Mr Biddle, who has managed the farm since the 1940s, said: "Mushrooms have grown on this land for hundreds of years. But after Chernobyl there was not one single mushroom until 1990.
"We then had bumper mushroom crops until 2000 when they stopped growing again.
"Farmers do not need Geiger counters to know when their land has been contaminated. Most of those fields are grazing pastures where I don't use fertilizer."
Mr Biddle's claims support shocking new research revealed in the Daily Post last week that showed the number of children born with birth defects jumped by 76pc in Liverpool and 149pc in West Lancashire during the four years following the 1986 blast.
Former government statistician John Urqu-hart examined official figures and found the number of babies dying before the age of one in Liverpool rose by 40pc in the year of the blast.
The Newcastle-based researcher believes heavy rainfall over the North West in the days after the explosion led to one of the heaviest radiation fallouts in the country.
Mr Urquhart said: "Mushrooms are very delicate things and any irregularities in their growth would be interesting to look at.
"You do get coincidences in nature but the more of these kinds of observations we record, the more we can find out about the impact of radiation."
A spokeswoman for the National Farmers Union said: "It is only now that we are beginning to realise the impact of Chernobyl on humans and on farming.
"This farmer is probably quite right to link the effects on his fields to Chernobyl."
But scientists at the National Radiological Protection Board believe the level of fallout on the Wirral would not have been high enough to stop the growth of mushrooms.
Spokesman Dr Michael Clark said: "I will not rule it out but I think it unlikely that this is connected to Chernobyl."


• Directions: Please transcribe exactly, and only, the lines of the data below between the line holding "You are a GUI" and the line holding "Task: Click on", inclusive.

[Dataset entries]
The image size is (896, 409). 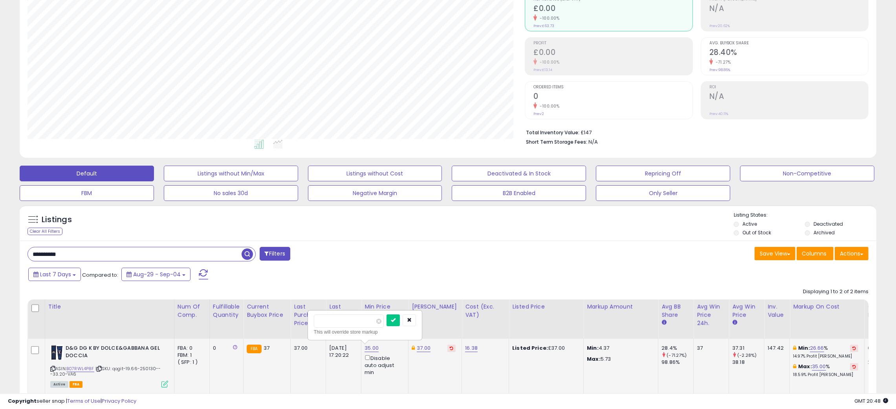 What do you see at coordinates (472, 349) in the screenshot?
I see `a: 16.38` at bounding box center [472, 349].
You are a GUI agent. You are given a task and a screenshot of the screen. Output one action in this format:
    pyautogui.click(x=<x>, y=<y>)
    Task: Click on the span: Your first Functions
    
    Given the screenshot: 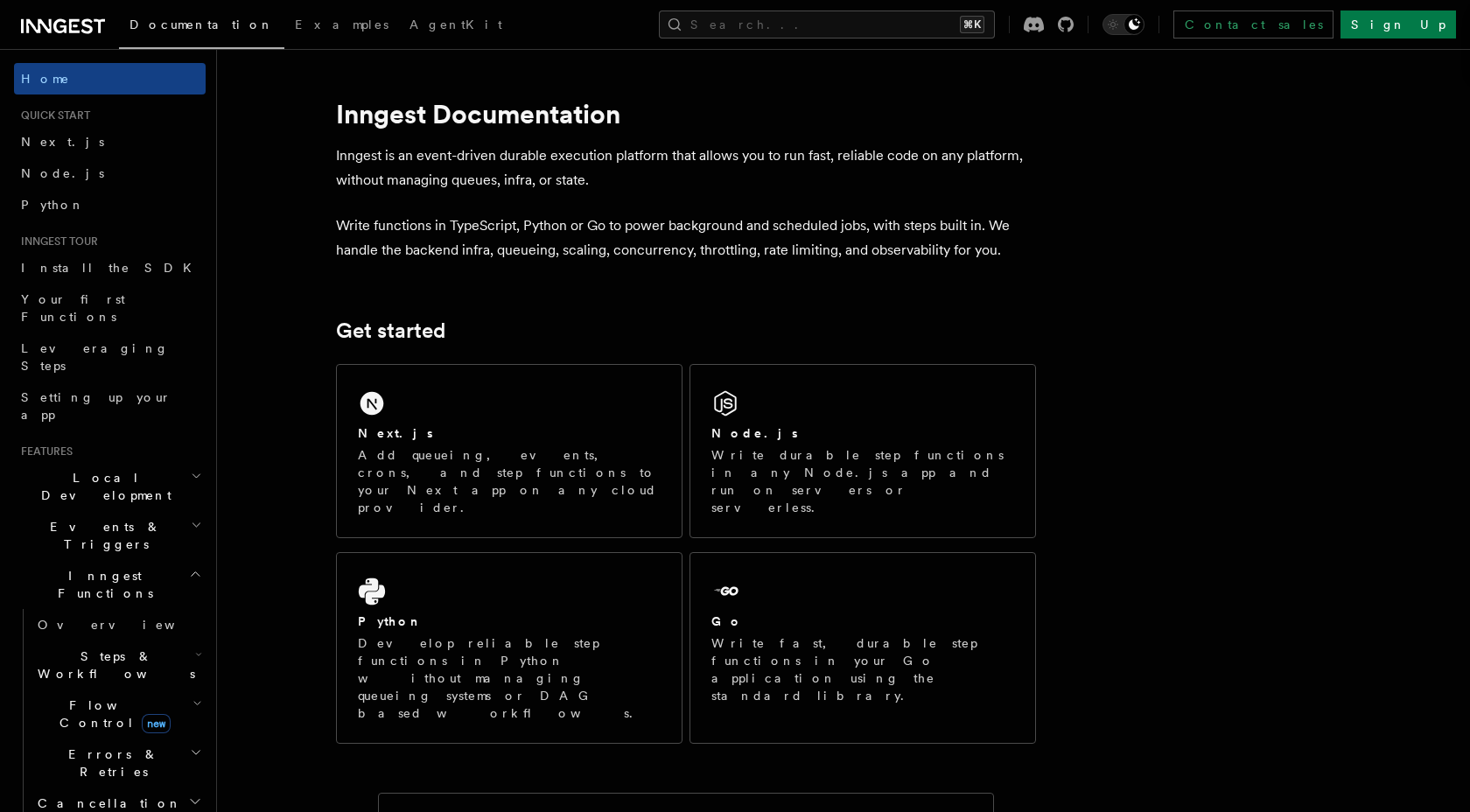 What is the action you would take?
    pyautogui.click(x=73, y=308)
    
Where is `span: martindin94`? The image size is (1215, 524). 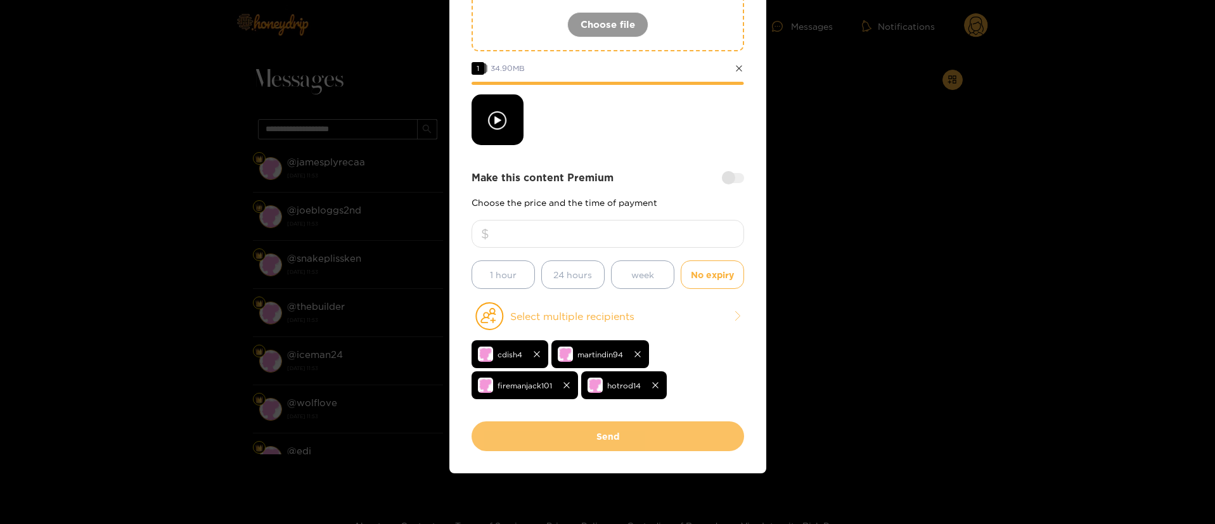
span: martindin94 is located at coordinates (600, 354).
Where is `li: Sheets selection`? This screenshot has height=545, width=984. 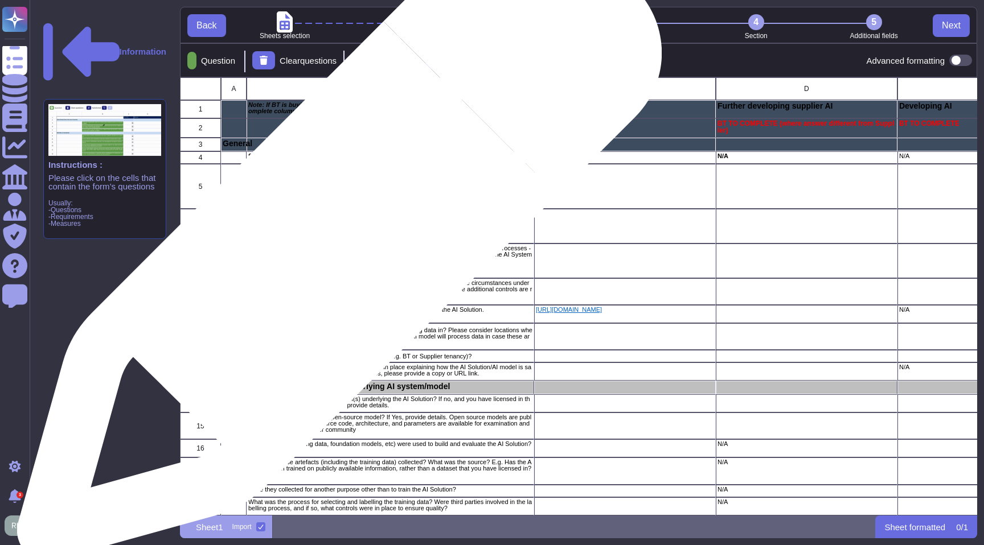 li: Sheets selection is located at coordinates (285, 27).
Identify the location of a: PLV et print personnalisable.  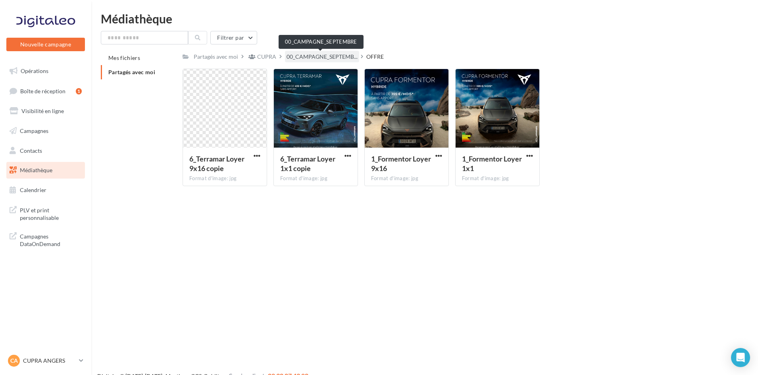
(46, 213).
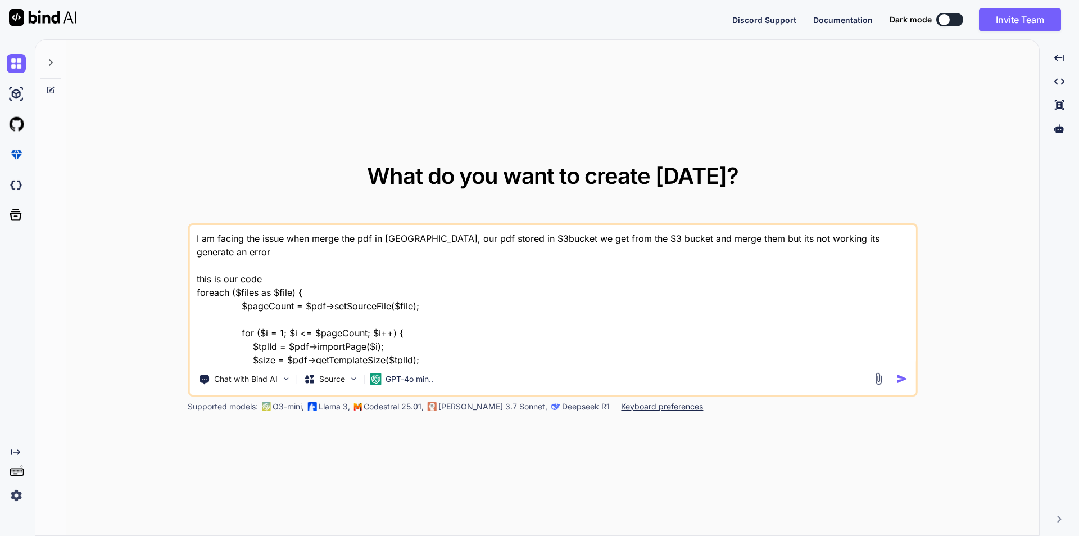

• Response area:
You are a GUI agent. You are given a task and a screenshot of the screen. Output one action in this format:
    pyautogui.click(x=<x>, y=<y>)
    Task: Click on the span: Your first Functions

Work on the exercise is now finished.